San Giuseppe is not the largest church in Vasto, nor is it the oldest or the most beloved. Nevertheless, it is the cathedral of the city.

It is the oldest parish in the city, but it became so only because, in the early 19th century, the conflict between the two historic churches of San Pietro and Santa Maria had reached a point where it caused disorder among the parishioners on every occasion of the Easter mysteries. For this reason, the King of Naples decided to strip them of all privileges and confer them on the small convent church that was halfway between them.

The church is dedicated to San Giuseppe, not out of devotion to the father of Jesus, but rather in gratitude to the King of Naples, who was Joseph Bonaparte at that time, Napoleon’s brother.

The Church of San Giuseppe is also a historical fabrication today because its Gothic architecture is less than a hundred years old. Yet, it preserves important traces of the previous church of Santa Margherita, built at the end of the 13th century.

The location of the church seems the most relevant one can imagine. It is precisely in the center of the historic city, in the open space that appears to open up in the middle of the Vasto course. And no one imagines that when the church was built, that was not at all the center of the city; in fact, it was an area outside the walls intended for the foundation of an Augustinian monk convent.

Today, the church is an integral part of the urban layout of the historic center, but even the perspective that opens from the Caldoresco Castle towards its facade is a modern creation. Where, until the 1920s, a narrow street passed through a place of artisan shops, the “Corsea degli Scarpari,” the city administration wanted to create a promenade, demolishing an entire row of houses. Only thanks to these works is the facade now visible from hundreds of meters away, whereas before, we would have only seen it upon reaching the square in front, formerly called “Largo de Ferrari” because it was the place of blacksmiths’ work.

The contradictions of this monument, therefore, are many. Nevertheless, San Giuseppe is one of the most interesting places in the city because its walls do not tell of a distant and precise historical period but the many changes undergone by these places and the will of anyone who intervened in the building to tell their own version of “History” through the symbols used.

San Giuseppe, therefore, is the place par excellence where it is not what it seems. This is why it is so fascinating to visit with a keen and informed eye.

Want proof? Stand in front of the church facade and observe what everyone considers its architectural masterpiece, the beautiful stone rose window reminiscent of similar works in L’Aquila. This was also rebuilt in 1928, or rather, to be more precise, it was “built” because there had never been a rose window in the facade of the church.

Yet, this is not the peculiarity I want to tell you about… Look closely at the iconography of the capitals of the small columns. If you can’t see it with the naked eye, use the zoom of a camera or smartphone. Focus on the first column, the one at “12 o’clock”. You would expect a representation of San Giuseppe, or Jesus Christ, or the Madonna. Or perhaps a symbolic animal from a medieval bestiary…

No, none of that. What you see in the capital of the first column is exactly what you can find in many other places in the historic center of Vasto. An axe surrounded by sticks tied together with strips of leather. The fasces, reproduced there at the behest of the financiers of the work, the Genova Rulli barons, who wanted to curry favor with the regime.

San Giuseppe, therefore, is not a place of History but the place of many “stories” that I will now tell you.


→ Problem statement:
Each line from the one with "Find the location of a particular element." through the last line below must be written out exactly. Do not copy pictures.

→ Exercise data:
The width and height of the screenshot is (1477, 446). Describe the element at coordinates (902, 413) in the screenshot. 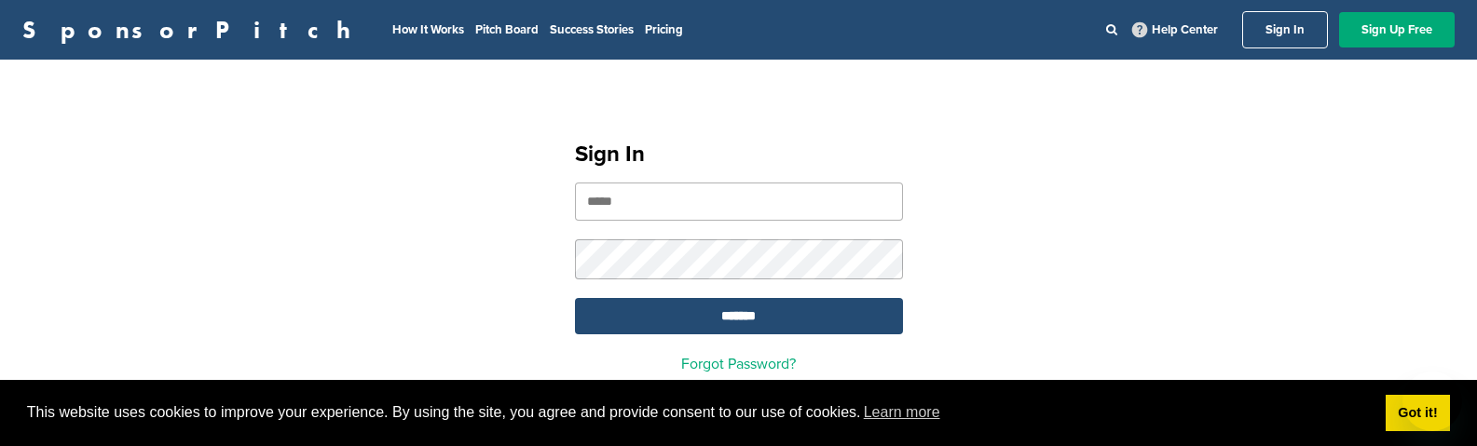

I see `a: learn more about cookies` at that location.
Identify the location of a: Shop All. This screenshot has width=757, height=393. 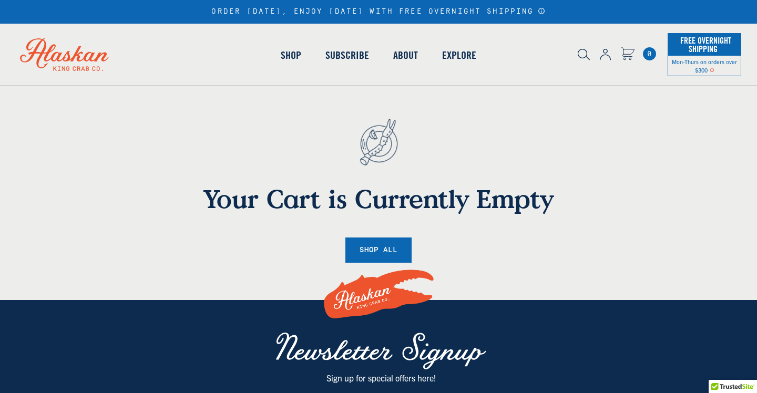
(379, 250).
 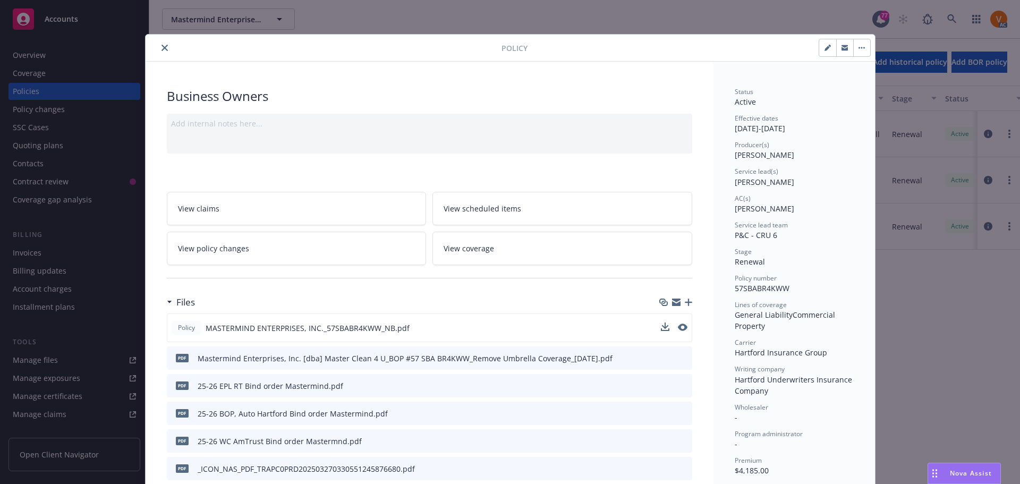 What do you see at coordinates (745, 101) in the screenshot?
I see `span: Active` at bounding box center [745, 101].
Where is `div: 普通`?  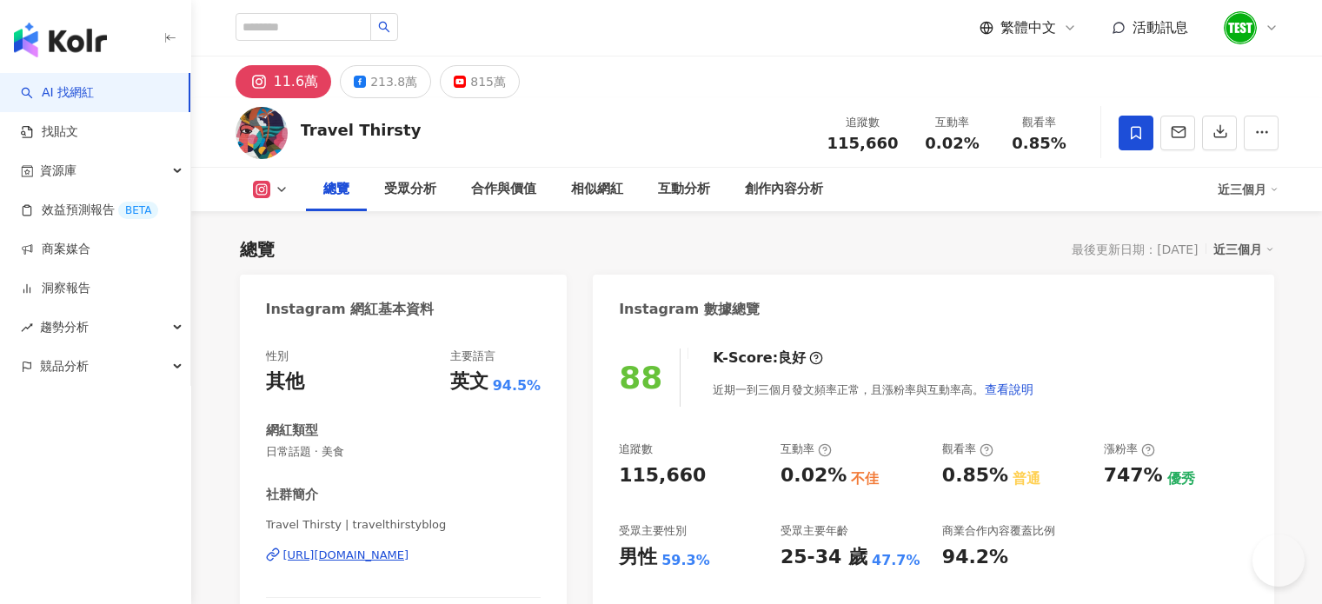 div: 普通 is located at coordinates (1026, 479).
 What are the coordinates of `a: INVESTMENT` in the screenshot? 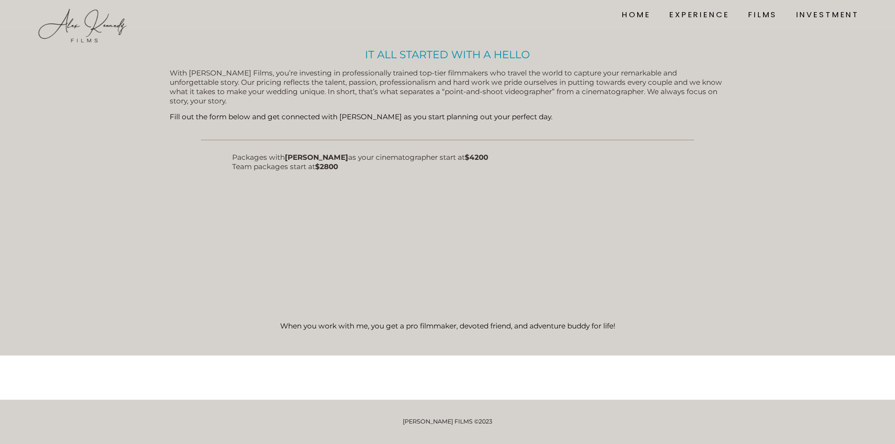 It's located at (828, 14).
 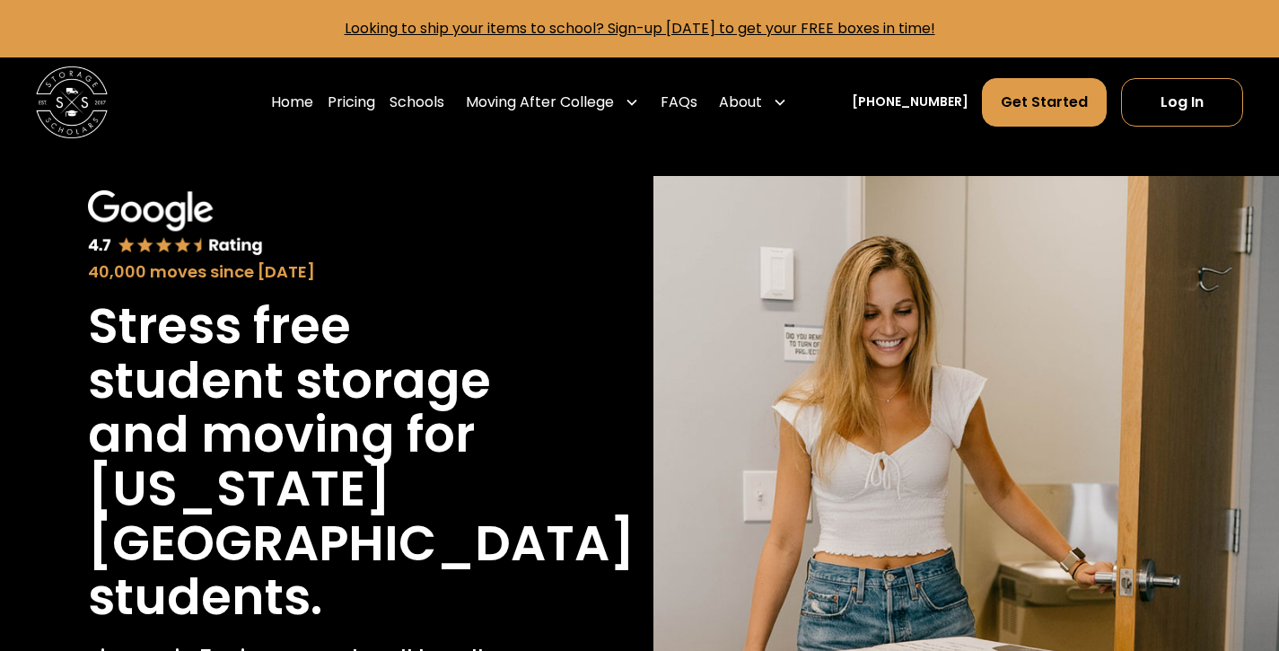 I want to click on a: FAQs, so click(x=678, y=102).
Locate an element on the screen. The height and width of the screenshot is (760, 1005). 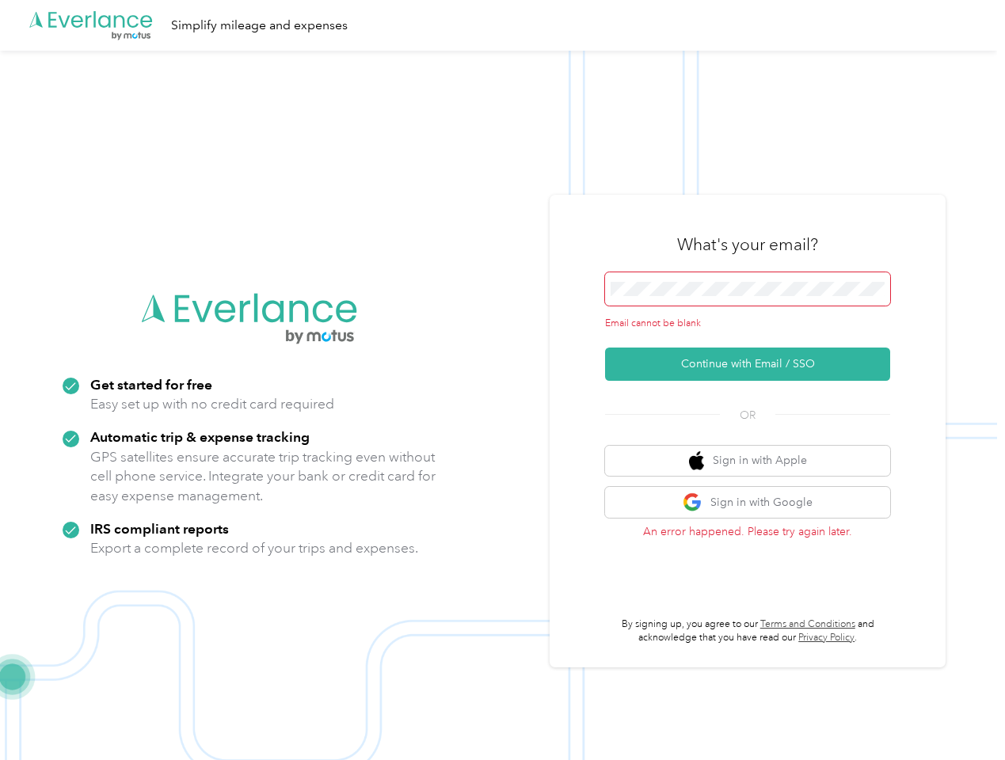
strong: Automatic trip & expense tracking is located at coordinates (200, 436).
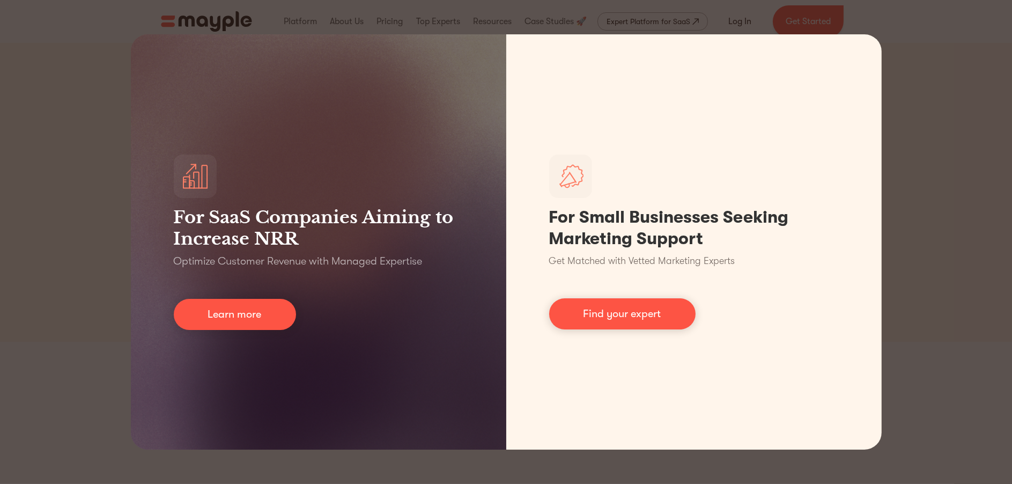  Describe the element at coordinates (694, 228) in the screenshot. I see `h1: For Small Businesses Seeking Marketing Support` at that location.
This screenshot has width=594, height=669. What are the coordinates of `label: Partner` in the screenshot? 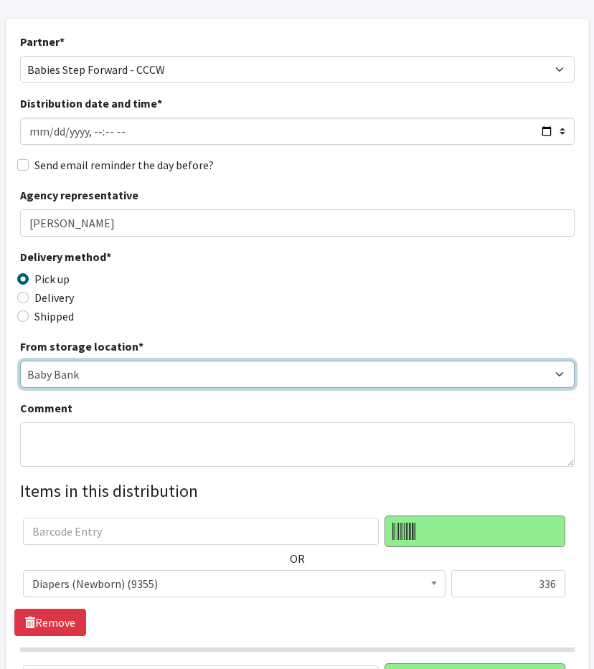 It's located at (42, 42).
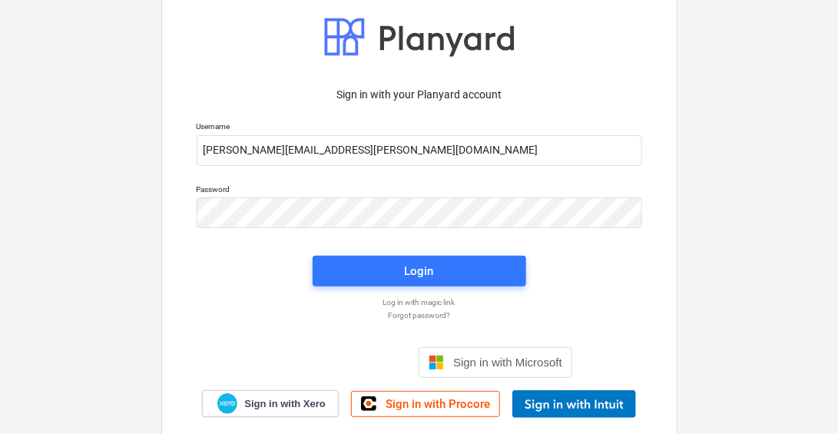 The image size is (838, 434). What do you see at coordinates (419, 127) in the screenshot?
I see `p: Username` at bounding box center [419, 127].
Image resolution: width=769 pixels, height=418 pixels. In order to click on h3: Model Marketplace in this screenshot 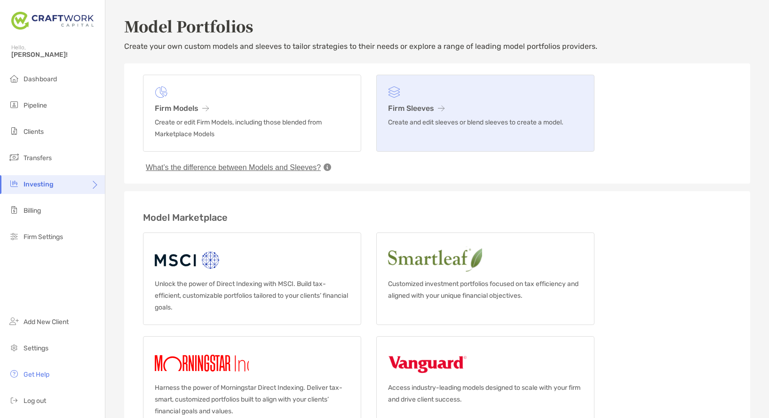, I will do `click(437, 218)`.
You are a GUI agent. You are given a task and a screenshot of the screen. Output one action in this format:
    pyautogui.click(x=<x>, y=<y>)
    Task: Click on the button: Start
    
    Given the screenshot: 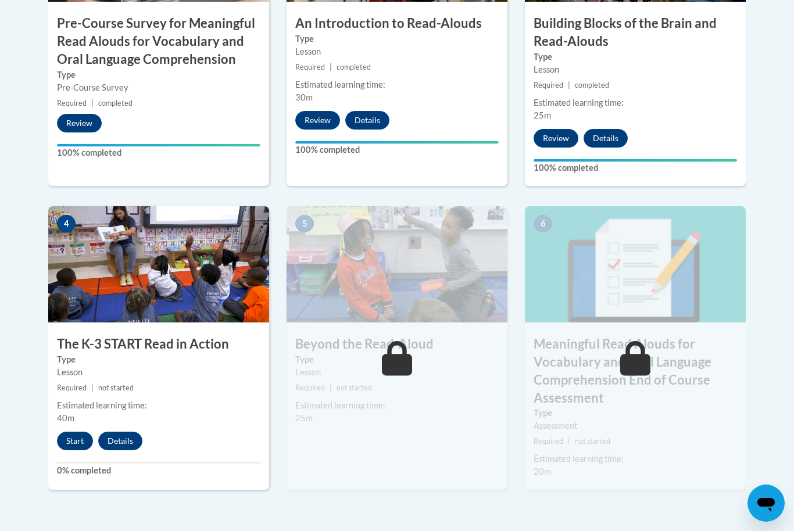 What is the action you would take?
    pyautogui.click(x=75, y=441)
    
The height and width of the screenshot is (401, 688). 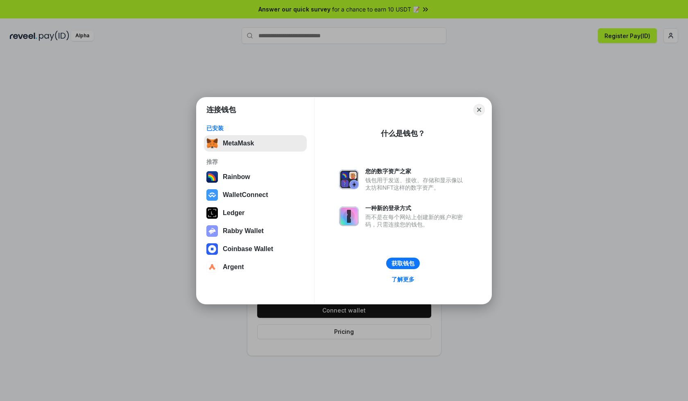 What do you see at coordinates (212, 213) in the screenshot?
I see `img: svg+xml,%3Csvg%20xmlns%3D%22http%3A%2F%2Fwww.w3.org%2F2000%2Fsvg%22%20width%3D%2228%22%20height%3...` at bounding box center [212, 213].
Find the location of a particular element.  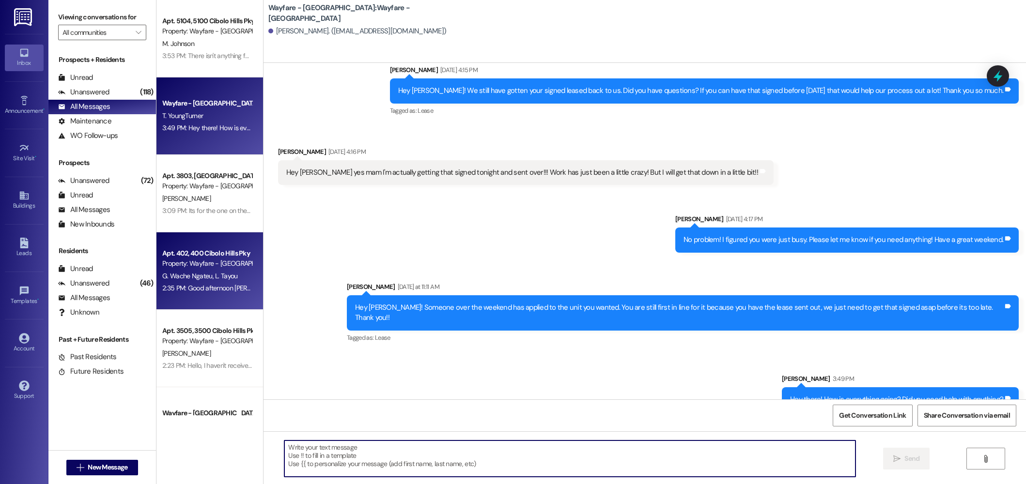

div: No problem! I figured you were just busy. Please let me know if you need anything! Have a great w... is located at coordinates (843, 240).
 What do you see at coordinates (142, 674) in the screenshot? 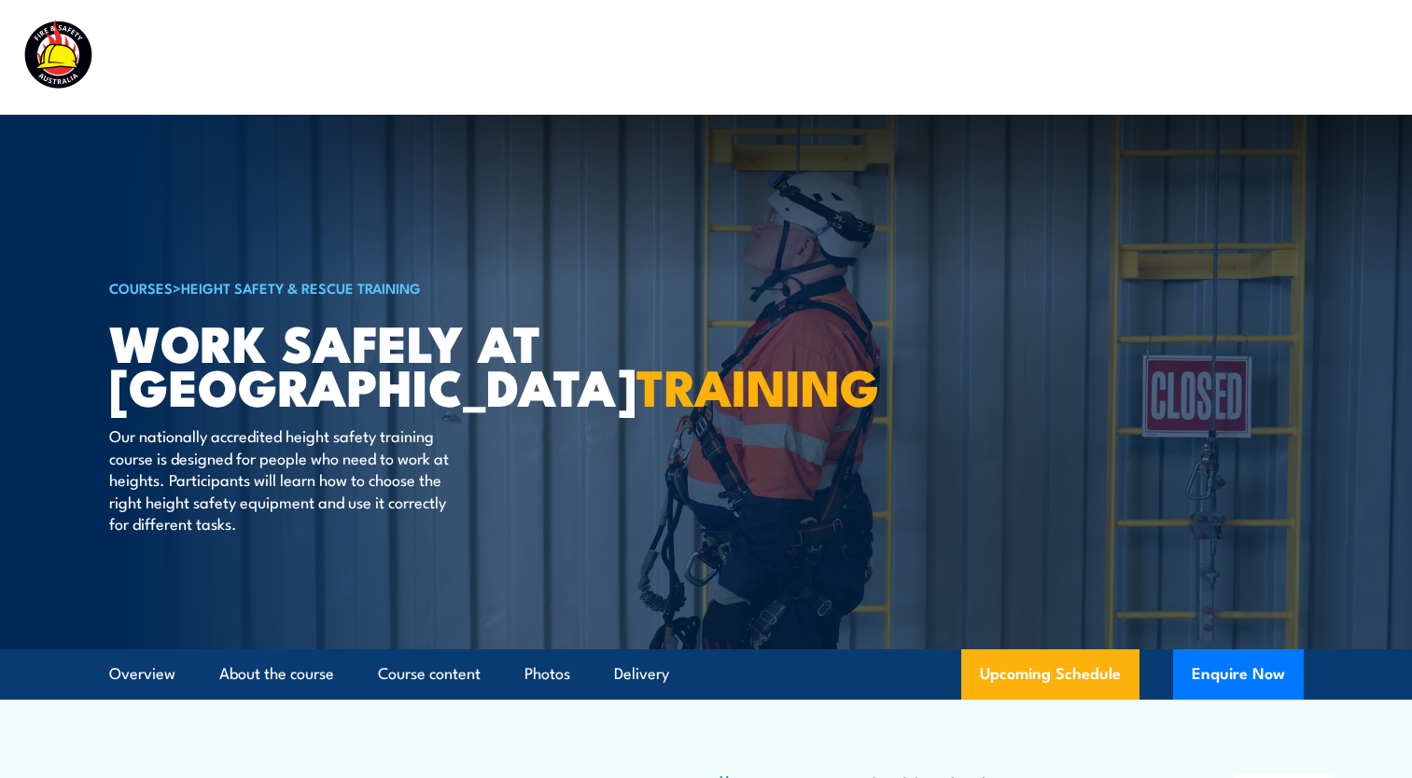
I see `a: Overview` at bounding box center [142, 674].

→ Response to this task:
Find the location of a particular element.  

div: No problem! I figured you were just busy. Please let me know if you need anything! Have a great w... is located at coordinates (843, 240).
 What do you see at coordinates (142, 674) in the screenshot? 
I see `a: Overview` at bounding box center [142, 674].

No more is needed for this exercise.